According to police testimony during Campbell’s preliminary hearing, also in February 2023, it had been learned that Campbell and Felicia Nelson have two children together. Nelson and Noland had been dating approximately 15 months, and they were engaged to be married. A message Campbell had sent to Noland advising him to get a job had created some tension between the two. Noland and Nelson had come to Glasgow to bring Campbell and Nelson’s children to visit with their father. During their time here, there was “a mild to moderate verbal confrontation.”
Later, with those two children inside the apartment, Noland, who was driving, and Nelson, were in the car about to leave when Campbell “verbalized something that got their attention to make them stop.” Nelson got out of the vehicle and approached Campbell and they met somewhere between the vehicle and where Campbell had been in the porch area, and she was asking him why he was behaving as he was. Noland had also emerged from the vehicle and then approached them, asking essentially the same thing. It was during this confrontation that Noland was shot, according to preliminary hearing testimony.
At that same hearing, defense attorney Johnny Bell asked about whether the vicinity of the incident where Noland was said to have thrown something(s) had been searched, but the police captain testifying had not been present the entire time and could not speak to how much searching had been done. No weapon was found on or around Noland on the day of the shooting, according to the testimony.

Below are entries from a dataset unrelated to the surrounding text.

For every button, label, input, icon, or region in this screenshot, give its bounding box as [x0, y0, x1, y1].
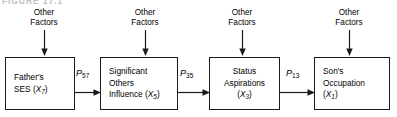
arrow-p13-status-aspirations-to-sons-occupation	[280, 88, 315, 97]
arrow-other-factors-to-fathers-ses	[40, 30, 49, 56]
node-line-2: Aspirations	[224, 78, 265, 88]
path-coefficient-p57: P57	[76, 68, 90, 78]
figure-caption: FIGURE 17.1	[2, 0, 63, 6]
node-line-1: Father's	[14, 72, 44, 82]
node-line-1: Status	[233, 66, 257, 76]
other-factors-label-4: Other Factors	[317, 8, 381, 28]
other-factors-label-2: Other Factors	[113, 8, 177, 28]
other-factors-line1: Other	[210, 8, 274, 18]
node-sons-occupation-label: Son's Occupation (X1)	[323, 66, 365, 100]
node-sons-occupation[interactable]: Son's Occupation (X1)	[314, 57, 390, 110]
other-factors-line2: Factors	[12, 18, 76, 28]
other-factors-line2: Factors	[210, 18, 274, 28]
node-significant-others-influence[interactable]: Significant Others Influence (X5)	[100, 57, 178, 110]
node-line-2: Others	[109, 78, 134, 88]
path-subscript: 13	[292, 72, 300, 79]
other-factors-line1: Other	[113, 8, 177, 18]
node-line-3: Influence	[109, 89, 143, 99]
path-subscript: 35	[186, 72, 194, 79]
node-subscript: 5	[153, 93, 157, 100]
arrow-other-factors-to-sons-occupation	[345, 30, 354, 56]
node-line-1: Son's	[323, 66, 344, 76]
node-significant-others-influence-label: Significant Others Influence (X5)	[109, 66, 160, 100]
path-coefficient-p35: P35	[180, 68, 194, 78]
arrow-p35-significant-others-influence-to-status-aspirations	[178, 88, 210, 97]
node-line-2: SES	[14, 84, 31, 94]
other-factors-line1: Other	[317, 8, 381, 18]
arrow-other-factors-to-significant-others-influence	[141, 30, 150, 56]
path-coefficient-p13: P13	[286, 68, 300, 78]
other-factors-label-1: Other Factors	[12, 8, 76, 28]
path-subscript: 57	[82, 72, 90, 79]
other-factors-line2: Factors	[317, 18, 381, 28]
other-factors-label-3: Other Factors	[210, 8, 274, 28]
other-factors-line1: Other	[12, 8, 76, 18]
node-line-1: Significant	[109, 66, 147, 76]
path-diagram-canvas: FIGURE 17.1 Other Factors Other Factors …	[0, 0, 397, 117]
node-status-aspirations-label: Status Aspirations (X3)	[224, 66, 265, 100]
node-subscript: 3	[245, 93, 249, 100]
arrow-p57-fathers-ses-to-significant-others-influence	[75, 88, 101, 97]
other-factors-line2: Factors	[113, 18, 177, 28]
node-fathers-ses-label: Father's SES (X7)	[14, 72, 48, 95]
node-line-2: Occupation	[323, 78, 365, 88]
node-status-aspirations[interactable]: Status Aspirations (X3)	[209, 57, 280, 110]
node-subscript: 1	[331, 93, 335, 100]
node-fathers-ses[interactable]: Father's SES (X7)	[5, 57, 75, 110]
node-subscript: 7	[41, 88, 45, 95]
arrow-other-factors-to-status-aspirations	[238, 30, 247, 56]
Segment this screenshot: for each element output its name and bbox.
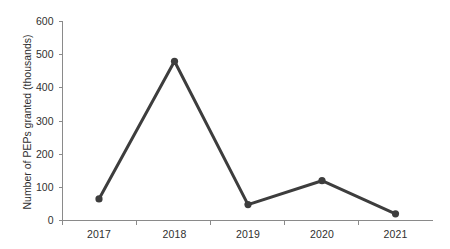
y-tick-label: 100	[36, 181, 54, 193]
data-point	[95, 195, 102, 202]
y-tick-label: 300	[36, 115, 54, 127]
y-tick-label: 500	[36, 48, 54, 60]
y-axis-title: Number of PEPs granted (thousands)	[21, 34, 33, 209]
x-tick-label: 2020	[310, 228, 334, 240]
chart-canvas: Number of PEPs granted (thousands) 01002…	[0, 0, 450, 249]
x-tick-label: 2017	[87, 228, 111, 240]
x-tick-label: 2018	[162, 228, 186, 240]
data-point	[244, 201, 251, 208]
data-point	[392, 210, 399, 217]
chart-background	[0, 0, 450, 249]
y-tick-label: 0	[48, 214, 54, 226]
x-tick-label: 2021	[383, 228, 407, 240]
y-tick-label: 200	[36, 148, 54, 160]
x-tick-label: 2019	[236, 228, 260, 240]
data-point	[318, 177, 325, 184]
y-tick-label: 600	[36, 15, 54, 27]
line-chart: Number of PEPs granted (thousands) 01002…	[0, 0, 450, 249]
y-tick-label: 400	[36, 81, 54, 93]
data-point	[171, 58, 178, 65]
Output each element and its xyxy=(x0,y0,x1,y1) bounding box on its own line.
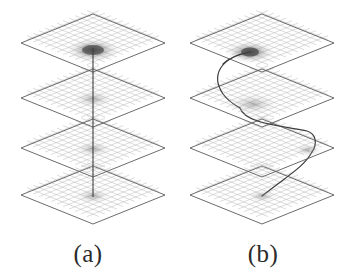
grid-plane-1 xyxy=(190,11,334,72)
caption-b: (b) xyxy=(175,232,351,276)
panel-a-diagram xyxy=(0,0,176,232)
caption-a: (a) xyxy=(0,232,176,276)
panel-b-diagram xyxy=(175,0,351,232)
panel-a xyxy=(0,0,176,232)
figure-container: (a) (b) xyxy=(0,0,351,276)
intensity-blob-plane-4 xyxy=(247,189,277,203)
intensity-blob-plane-2 xyxy=(227,93,279,115)
panel-b xyxy=(175,0,351,232)
intensity-blob-plane-3 xyxy=(293,143,323,157)
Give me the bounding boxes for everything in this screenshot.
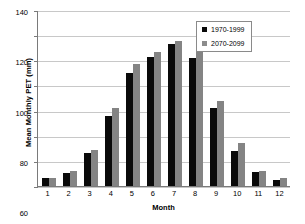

On Monday, at a pretrial conference for Campbell, Assistant Commonwealth’s Attorney Resa Gardner recapped that mediation had been attempted to possibly find a resolution to the case, but it was unsuccessful. In the time since the mediation, a gun was found in the location of the crime that had occurred roughly a year before that.
The weapon has been sent for testing.
“I think it would be safe at this point to take it off the trial docket at this time,” Gardner told Circuit Judge John T. Alexander, adding a suggestion that they schedule a new pretrial conference for around the time the trial would have been – the first week of September, and hopefully they would have a better idea of the status by then.
Alexander, restating, asked whether it was accurate that they were relatively sure the testing would not be completed in time for any evidence from it to be presented at trial.
“I am confident,” Gardner said, “in saying that I was told that just to even process for fingerprints at this point, it would take a year.”
The judge said two labs are serving the entire state, but some tests can only be done at one, so the situation is that they essentially “get in line, and they get to you when they get to you,” and it’s not unusual to find that the processing won’t be done according to the preferred schedule.
“I’m not surprised at all,” Alexander said, agreeing that removing the trial from the docket for now would be a smart thing to do.
A new pretrial conference was scheduled for Sept. 16.
After Monday’s proceeding, Glasgow News 1 learned the gun in question was found March 13.
Commonwealth’s Attorney John Gardner said it was in the vicinity of where the shooting took place but at the opposite end of the parking lot under a storage shed.
Resa Gardner said that, “at this time, there is nothing directly linking the gun to the victim in this crime.”